The doctor in charge of the Royal Children’s Hospital gender clinic has given a rare insight into the practice’s vision, telling an inquest that demand for gender-affirming care will only continue to increase.
The influential hospital clinic’s approach is consistent with a broader push by transgender health clinicians to make access to “cross-sex” hormone treatments easier, more affordable and reduce hurdles.
The Australian Society of Plastic Surgeons has recently asked the federal health department to establish 21 Medicare items for gender-affirming surgeries to make it cheaper for patients.
But the push is at odds with a growing caution among key bodies of psychologists and psychiatrists in Australia, as well as developments in some parts of Europe. Sceptics of gender-affirming care point to lifelong changes that can affect young people’s fertility, sexual function and broader physical health, including liver and heart health. Some changes are irreversible, including deeper voices and body hair in people born female and breast tissue in people born male.
The children’s hospital currently treats people aged eight to 16, administering puberty blockers from as early as age 11, potentially followed by cross-sex hormones. Nguyen said the hospital also worked with youth mental health organisation Orygen, through its Headspace clinics, to provide gender-affirming treatment to children from 12 years old after a large Victorian government grant in the 2021 budget.
Opponents argue that children and young people are unable to consent to treatment that will have life-long effects on their health, including their sexual health.
The suicide cluster inquest was called after five trans people in Victoria, some of whom knew each other, took their own lives. All had mental health issues, including feelings of social isolation during Victoria’s long season of lockdowns, and all were taking gender-affirming hormones.
Professor Jeffrey Zajac, the chairman of medicine and director of the department of endocrinology at Austin Health, conceded that affirming care was not the only solution to many people’s problems. For one thing, for transgender women (people born male): “The libido can be reduced and sometimes reduced to nothing, and this can be a major problem in some individuals – well in most individuals – but some of them worry about it more than others.”
He said most of his patients were on antidepressants both before and after hormone therapy.
“If people come in with an established partner, 80 per cent of the time they’re not with that partner six months later, once they start the transition … despite the fact that the partner is supportive, it just doesn’t seem to work. So that’s a problem,” Zajac told the coroner.
Source: Transgender healthcare: Doctors push for more accessible gender-affirming hormone treatment
I wonder why ‘tech’ ‘solutions’ are promoted and funded, whilst other modes of responding to dysphoria do not gain funding nor support nor attention? This is so across the board – for example, the funds sunk into new reproductive technologies rather than into positive fertility approaches – funding for sex education, treatment for sexually transmitted diseases and education about them, better training of doctors so that iatrogenic causes/reasons are not at the base of ‘infertility’; promotion of body-changing operations promoted as life-enhancing – cosmetic surgery … when for example the Brazilian Butt Lift (BBL) so called is recognised as the most dangerous operation anyone can undergo – and has led to many deaths and inquests – Why is ‘treatment’ that requires a lifetime on drugs promoted as ‘good’ when alternatives are not granted attention they need? Why is there one ‘solution’ to a multiplicity of human issues those who are trundled onto these programmes (called ‘healthcare’) which fail to address for example, autism/aspergers, child sexual abuse, depression … Shouldn’t we be demanding to know the credentials of the medicos involved in these programmes – for example, what is their relationship to the drug companies? do they have conflicts of interest? do they follow health care principles or ideological notions? Why aren’t these questions allowed, and why are those who ask them vilified?
I could not be more in agreement with you. But there is a general atmosphere of treating ideology as science. To the extent as a retired academic and feminist from ages ago I have giving up even to go into discussion with people who seem to think that arguments and debates lack “being kind to other people” because everyone has their own beliefs and they are all valid!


» **AIM OF THE EXERCISE**: Search each line of the data for the word "Member"; copy every line where it is found.

» **INFORMATION GIVEN**:
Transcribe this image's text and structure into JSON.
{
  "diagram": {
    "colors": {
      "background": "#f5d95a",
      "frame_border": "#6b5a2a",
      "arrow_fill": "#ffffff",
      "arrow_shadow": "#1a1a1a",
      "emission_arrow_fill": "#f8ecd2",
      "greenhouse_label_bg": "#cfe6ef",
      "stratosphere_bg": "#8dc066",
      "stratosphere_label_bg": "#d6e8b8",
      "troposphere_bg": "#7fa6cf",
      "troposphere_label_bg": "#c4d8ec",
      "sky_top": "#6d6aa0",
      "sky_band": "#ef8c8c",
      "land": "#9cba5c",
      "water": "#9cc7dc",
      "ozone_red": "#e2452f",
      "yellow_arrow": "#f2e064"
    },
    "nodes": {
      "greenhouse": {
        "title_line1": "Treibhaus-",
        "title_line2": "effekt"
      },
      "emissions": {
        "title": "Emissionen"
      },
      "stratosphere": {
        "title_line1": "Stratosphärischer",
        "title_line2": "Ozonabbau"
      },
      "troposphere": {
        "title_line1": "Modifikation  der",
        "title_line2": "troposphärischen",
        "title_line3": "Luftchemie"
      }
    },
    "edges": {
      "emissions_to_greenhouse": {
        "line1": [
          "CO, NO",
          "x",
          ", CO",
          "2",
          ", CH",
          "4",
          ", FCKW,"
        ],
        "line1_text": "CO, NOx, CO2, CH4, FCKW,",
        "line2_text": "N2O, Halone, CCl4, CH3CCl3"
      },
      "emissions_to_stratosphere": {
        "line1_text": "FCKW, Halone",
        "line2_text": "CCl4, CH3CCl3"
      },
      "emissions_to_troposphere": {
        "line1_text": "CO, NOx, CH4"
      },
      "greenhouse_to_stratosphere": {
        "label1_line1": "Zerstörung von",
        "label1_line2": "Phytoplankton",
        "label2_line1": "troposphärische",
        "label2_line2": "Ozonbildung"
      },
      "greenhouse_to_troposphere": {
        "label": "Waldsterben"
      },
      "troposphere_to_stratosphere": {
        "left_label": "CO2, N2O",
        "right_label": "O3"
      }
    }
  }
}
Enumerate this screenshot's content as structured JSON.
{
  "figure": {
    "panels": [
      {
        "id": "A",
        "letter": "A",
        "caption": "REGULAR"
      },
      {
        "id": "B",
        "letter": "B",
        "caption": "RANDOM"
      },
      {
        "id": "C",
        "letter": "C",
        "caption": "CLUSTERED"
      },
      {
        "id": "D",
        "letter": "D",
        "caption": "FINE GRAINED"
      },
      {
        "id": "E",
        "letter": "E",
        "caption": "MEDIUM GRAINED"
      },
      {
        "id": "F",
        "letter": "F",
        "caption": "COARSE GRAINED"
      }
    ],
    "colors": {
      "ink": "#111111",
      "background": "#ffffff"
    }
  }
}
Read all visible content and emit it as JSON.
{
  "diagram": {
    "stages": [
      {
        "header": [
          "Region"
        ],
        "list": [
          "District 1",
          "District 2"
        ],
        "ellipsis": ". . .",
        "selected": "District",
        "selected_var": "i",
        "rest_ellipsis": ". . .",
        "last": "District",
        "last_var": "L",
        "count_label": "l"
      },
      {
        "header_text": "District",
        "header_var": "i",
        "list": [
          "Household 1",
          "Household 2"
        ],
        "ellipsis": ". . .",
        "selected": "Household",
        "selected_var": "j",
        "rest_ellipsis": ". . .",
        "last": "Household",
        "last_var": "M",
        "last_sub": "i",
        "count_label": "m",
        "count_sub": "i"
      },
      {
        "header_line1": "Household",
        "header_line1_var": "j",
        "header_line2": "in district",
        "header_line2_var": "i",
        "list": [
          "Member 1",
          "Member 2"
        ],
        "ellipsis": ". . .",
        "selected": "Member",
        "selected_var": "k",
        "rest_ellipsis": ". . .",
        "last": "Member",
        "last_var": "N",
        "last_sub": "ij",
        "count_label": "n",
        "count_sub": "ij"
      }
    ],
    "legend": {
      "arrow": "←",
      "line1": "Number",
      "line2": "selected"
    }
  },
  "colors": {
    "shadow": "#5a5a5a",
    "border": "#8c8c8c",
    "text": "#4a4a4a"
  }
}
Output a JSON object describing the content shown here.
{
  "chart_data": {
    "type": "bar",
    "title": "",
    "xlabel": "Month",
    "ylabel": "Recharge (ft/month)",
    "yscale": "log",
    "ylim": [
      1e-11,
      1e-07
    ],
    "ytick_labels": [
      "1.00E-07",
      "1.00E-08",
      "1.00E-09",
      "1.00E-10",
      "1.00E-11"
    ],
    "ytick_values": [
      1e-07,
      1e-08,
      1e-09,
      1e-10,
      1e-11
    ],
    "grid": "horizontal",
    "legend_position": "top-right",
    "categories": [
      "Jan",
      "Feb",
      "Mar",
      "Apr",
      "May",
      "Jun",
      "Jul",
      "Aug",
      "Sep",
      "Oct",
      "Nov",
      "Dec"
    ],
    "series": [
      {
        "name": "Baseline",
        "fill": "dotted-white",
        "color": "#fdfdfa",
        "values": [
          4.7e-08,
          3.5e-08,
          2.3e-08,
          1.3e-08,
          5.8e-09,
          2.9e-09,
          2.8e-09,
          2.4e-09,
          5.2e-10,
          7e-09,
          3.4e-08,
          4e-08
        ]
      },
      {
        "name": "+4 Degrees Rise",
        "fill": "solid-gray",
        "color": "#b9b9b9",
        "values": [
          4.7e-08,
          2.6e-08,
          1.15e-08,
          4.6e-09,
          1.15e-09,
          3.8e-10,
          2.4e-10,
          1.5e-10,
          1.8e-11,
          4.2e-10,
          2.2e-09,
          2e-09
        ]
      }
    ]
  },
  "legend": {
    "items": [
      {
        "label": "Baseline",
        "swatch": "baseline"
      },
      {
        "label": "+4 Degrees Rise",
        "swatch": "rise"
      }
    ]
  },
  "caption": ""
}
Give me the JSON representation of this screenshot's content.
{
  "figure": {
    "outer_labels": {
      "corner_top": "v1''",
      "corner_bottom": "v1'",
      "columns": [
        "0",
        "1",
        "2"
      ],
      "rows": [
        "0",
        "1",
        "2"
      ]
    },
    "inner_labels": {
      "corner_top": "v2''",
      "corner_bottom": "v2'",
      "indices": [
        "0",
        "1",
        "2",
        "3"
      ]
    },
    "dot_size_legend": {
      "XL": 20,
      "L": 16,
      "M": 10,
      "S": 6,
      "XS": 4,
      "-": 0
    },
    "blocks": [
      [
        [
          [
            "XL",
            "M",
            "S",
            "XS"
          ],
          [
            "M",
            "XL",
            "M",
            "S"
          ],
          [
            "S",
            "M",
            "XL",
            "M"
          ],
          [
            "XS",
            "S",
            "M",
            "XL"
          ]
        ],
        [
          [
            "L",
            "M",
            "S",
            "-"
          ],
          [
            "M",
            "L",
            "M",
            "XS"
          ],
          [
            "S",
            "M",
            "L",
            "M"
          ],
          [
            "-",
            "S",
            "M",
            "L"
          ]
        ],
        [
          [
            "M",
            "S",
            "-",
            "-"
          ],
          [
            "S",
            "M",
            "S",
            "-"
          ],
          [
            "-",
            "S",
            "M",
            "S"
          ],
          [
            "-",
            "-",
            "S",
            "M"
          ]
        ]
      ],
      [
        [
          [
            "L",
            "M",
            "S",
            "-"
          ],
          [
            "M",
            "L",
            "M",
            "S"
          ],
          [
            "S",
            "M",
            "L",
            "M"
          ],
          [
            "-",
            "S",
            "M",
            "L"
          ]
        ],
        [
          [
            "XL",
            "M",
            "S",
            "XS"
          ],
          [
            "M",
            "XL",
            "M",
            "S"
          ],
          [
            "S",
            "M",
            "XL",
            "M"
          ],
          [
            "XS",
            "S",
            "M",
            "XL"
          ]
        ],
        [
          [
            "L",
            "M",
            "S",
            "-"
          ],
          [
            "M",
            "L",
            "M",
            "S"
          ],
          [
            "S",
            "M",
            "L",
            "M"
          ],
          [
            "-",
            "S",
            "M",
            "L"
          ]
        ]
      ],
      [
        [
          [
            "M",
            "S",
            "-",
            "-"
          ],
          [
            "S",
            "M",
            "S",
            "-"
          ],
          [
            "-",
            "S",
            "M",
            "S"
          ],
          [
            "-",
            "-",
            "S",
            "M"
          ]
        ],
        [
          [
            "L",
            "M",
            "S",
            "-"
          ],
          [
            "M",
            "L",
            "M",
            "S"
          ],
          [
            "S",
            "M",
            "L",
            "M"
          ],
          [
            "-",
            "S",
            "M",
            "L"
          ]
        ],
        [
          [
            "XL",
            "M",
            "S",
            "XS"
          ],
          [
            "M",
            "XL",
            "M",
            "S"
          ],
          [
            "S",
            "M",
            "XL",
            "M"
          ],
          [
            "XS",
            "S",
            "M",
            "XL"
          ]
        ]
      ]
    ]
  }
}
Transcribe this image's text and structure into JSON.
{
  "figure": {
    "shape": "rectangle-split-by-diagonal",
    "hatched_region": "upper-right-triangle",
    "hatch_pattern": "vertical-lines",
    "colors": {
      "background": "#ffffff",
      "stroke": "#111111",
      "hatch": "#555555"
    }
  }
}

» **WRITTEN SOLUTION**:
          "Member 1",
          "Member 2"
        "selected": "Member",
        "last": "Member",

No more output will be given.